The Tower Season of Cinderella
Choreography by Christopher Hampson
St James Theatre
Wellington
With the Vector Wellington Orchestra
August 9
Then: Invercargill, August 14-15; Dunedin, August 18-19; Napier, August 23-25; Palmerston North, August 28-29; Takapuna, September 1-2; Auckland, September 5-9.
Marrying the prince of your dreams is probably one of the great universal aspirations of young girls, possibly coming second to marrying the pop star of your dreams.
It is what makes tales like Cinderella so appealing, combining all the romantic notions of love at first sight and true love overcoming all obstacles.
With its latest production of Cinderella, the Royal New Zealand Ballet has invested that story with all the romance, excitement and beauty one would expect, combining a fairystory, a tale of love and a fable about good triumphing over evil.
The production brings together sumptuous sets and costumes, some exceptional dancing by the soloists and the inspiring music of Prokofiev.
This Cinderella also manages to explore the darker, human dynamics behind the story with a moving opening tableau of her mother’s funeral.
Later her mother appears as her fairy godmother in a dream and prepares her for the ball.
Bronte Kelly is an entrancing Cinderella, managing to convey a variety of emotions with vivid expression and consummate dancing.
Her reverie the morning after the ball is an eloquent evocation of the event, presented with a mixture of tentative steps and soft, languid movements.
She achieved some enthusiastic dancing during the ballroom sequence with the Prince (Brendan Bradshaw) and some mesmeric, rapturous work in the romantic finale.
Bradshaw showed superb athleticism and a dynamic technique which dominated the ballroom sequence.
His dancing before the arrival of Cinderella was particularly effective in expressing the weariness and emptiness of his life, providing a marked contrast to his later thrilling performance with Cinderella.
The pair were stunning in their duos, with Kelly displaying an elegance of line balance and movement, while Bradshaw appeared carry and lift her as though she were a feather.
The two stepsisters, the Tall (Abigail Boyle) and Short (Katherine Grange), are not so much ugly as socially incompetent and their attempts to be worldly and sophisticated are brilliantly comical, their antics almost stealing Cinderella’s limelight.
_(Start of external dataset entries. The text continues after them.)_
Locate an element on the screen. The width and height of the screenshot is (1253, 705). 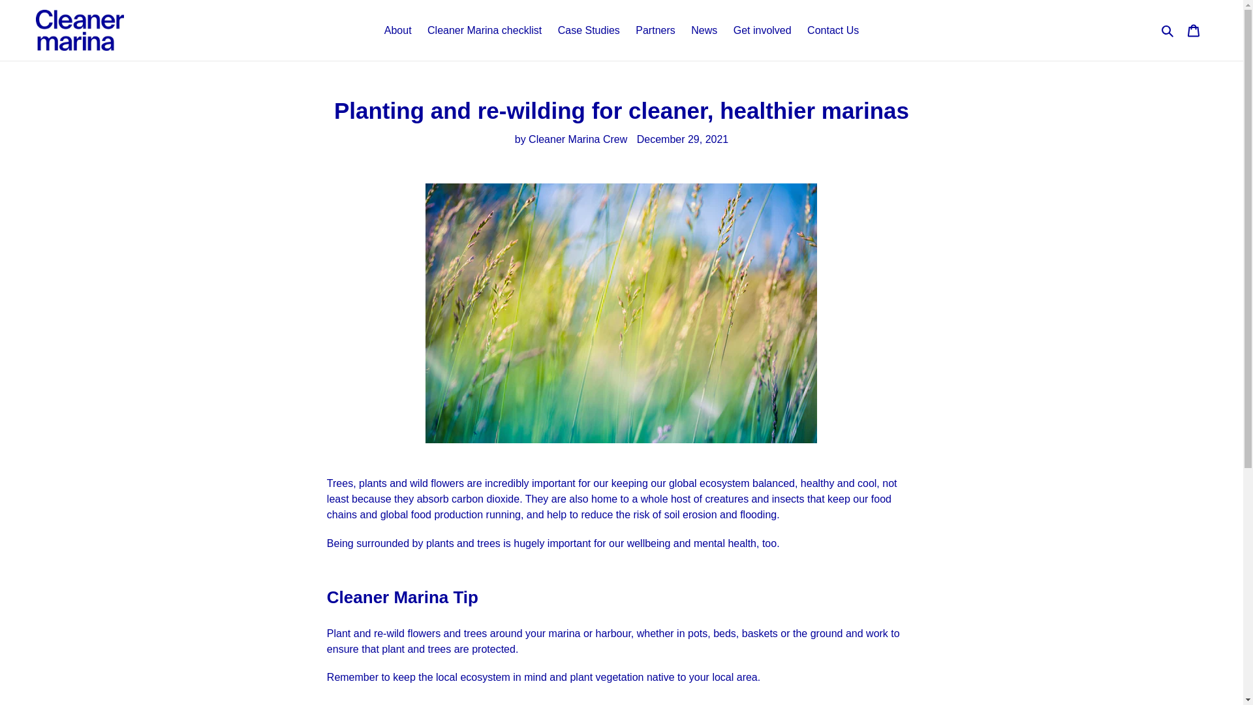
Search is located at coordinates (1169, 30).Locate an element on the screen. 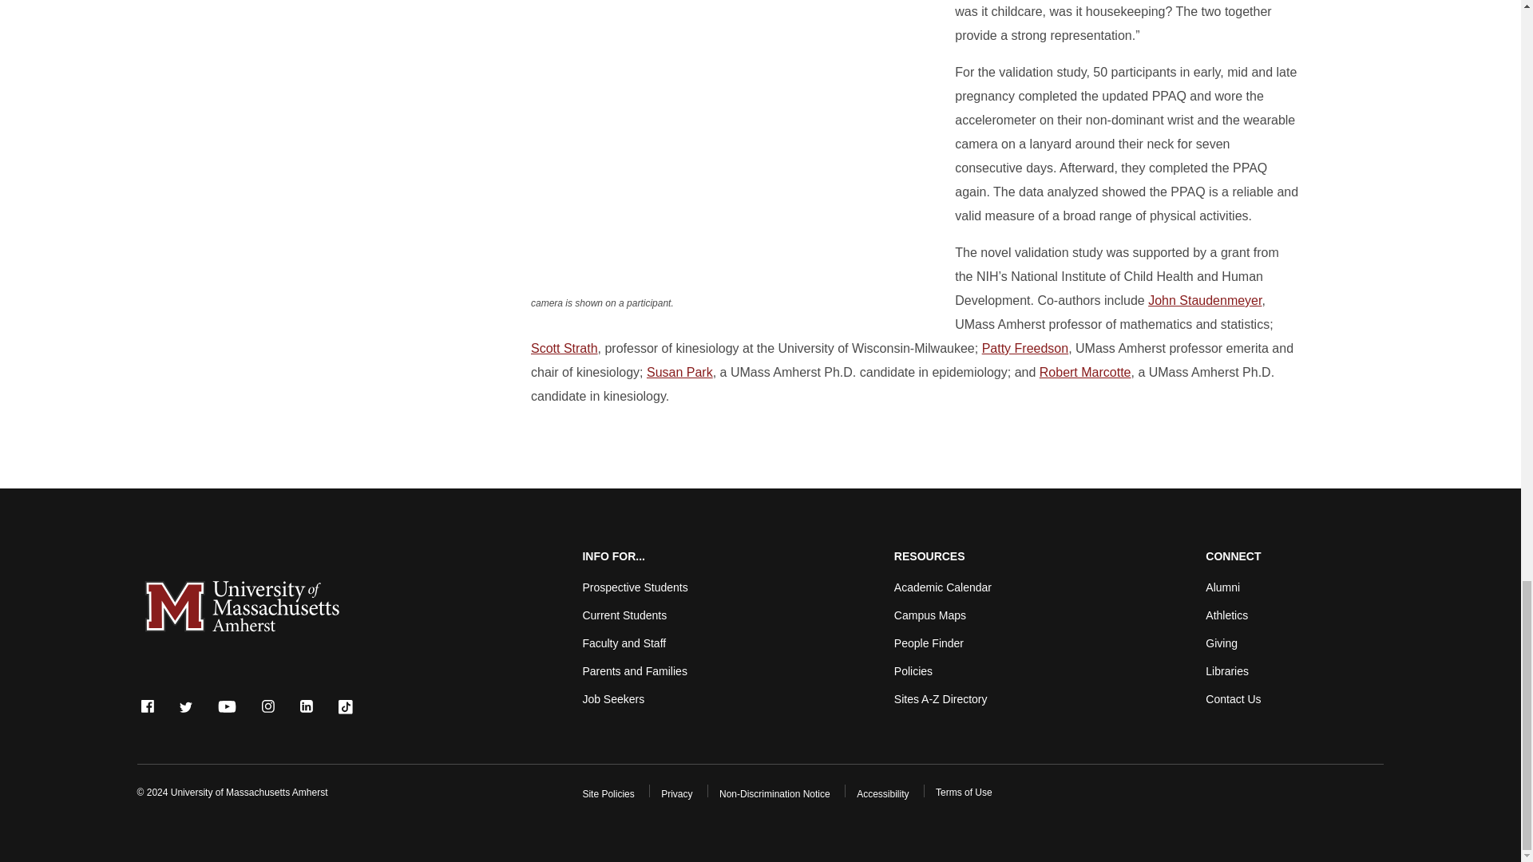  Click here for info for current students is located at coordinates (624, 615).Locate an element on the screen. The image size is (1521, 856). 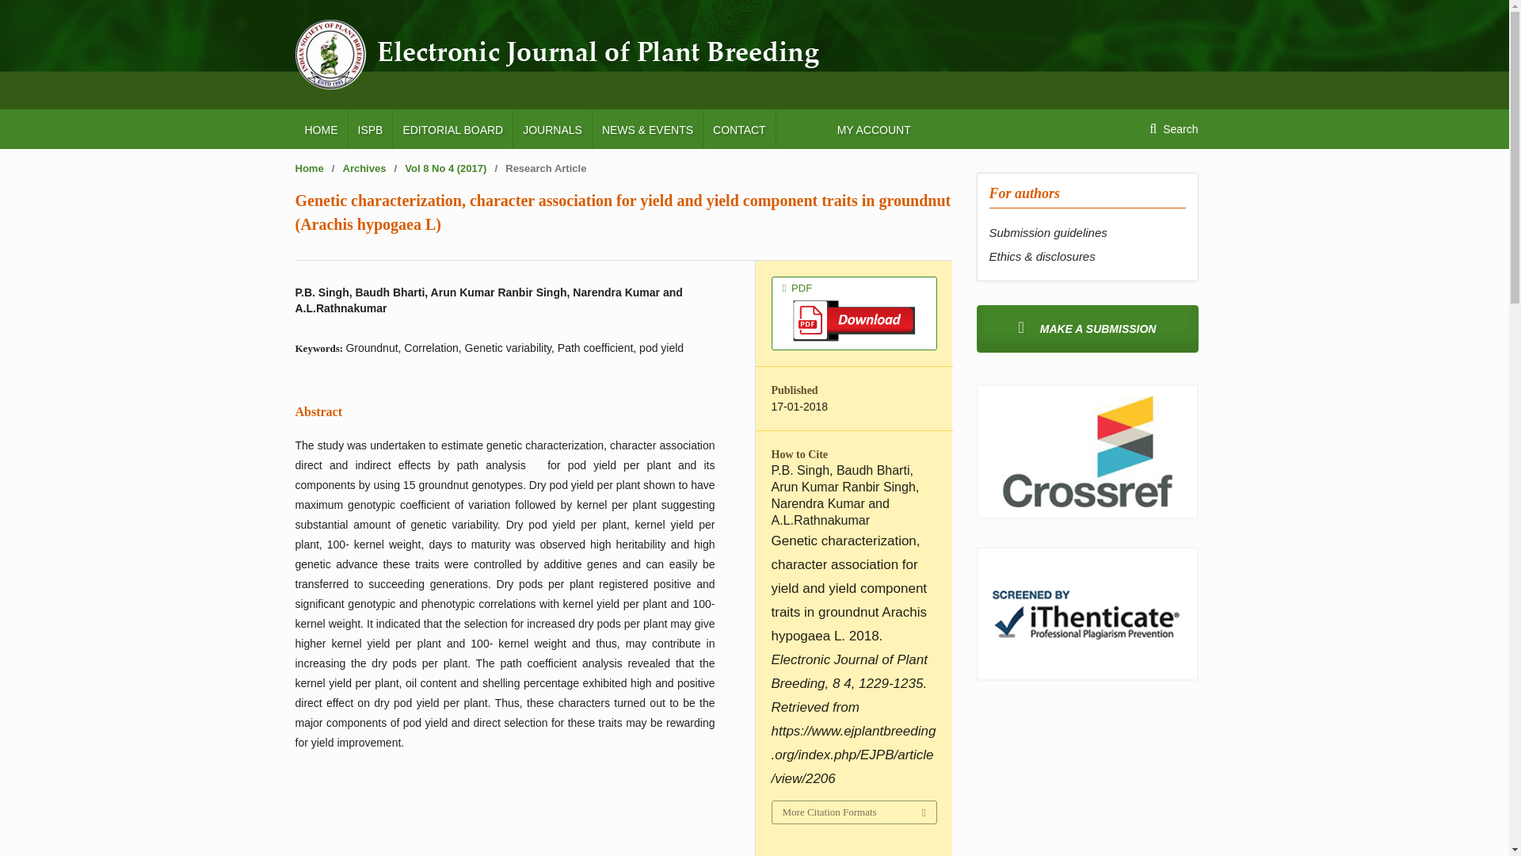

Their clowning at the ball and their more refined dancing with the Prince's attendants were displays by supremely accomplished performers.
The sets by Tracy Grant Lord provide a simple, cloying interior for the family home and an elaborate setting for the ball, and the costumes are a perfect match for the mixture of magical, bizarre and sumptuous.
The fabulous gem-encrusted tutu Cinderella wears to the ball sets her apart from the crowd but looks as though she misread the dress code on the invitation (which, of course, the stepmother had thrown away).
Qi Huan as Cinderella’s father was effective in his slightly tipsy duo with Cinderella and lively when dancing with Maree White, whose performance as the petulant stepmother was always well judged, edgy and tense.
Paul Mathews was excellent as the foppish Dancing Master and Sir Jon Trimmer gave another entertaining cameo performance as the Shoemaker.
The corps de ballet, particularly in the ballroom scene with their voluptuous gowns, was excellent, providing well-co-ordinated waves of elegant movement.
The Vector Wellington Orchestra under Marc Taddei was in fine form playing Prokofiev's evocative score.
Writing this great romantic ballet the closing stages of the disastrous Second World War, Prokofiev could well have seen it as a metaphor for the state of Russia, with the death of Cinderella’s mother and what follows as a metaphor for the death and rebirth of the motherland.
The Stepmother could be seen as being some female equivalent of Ivan the Terrible, as the compsor was writing the score for the film at the same time as the Cinderella ballet music.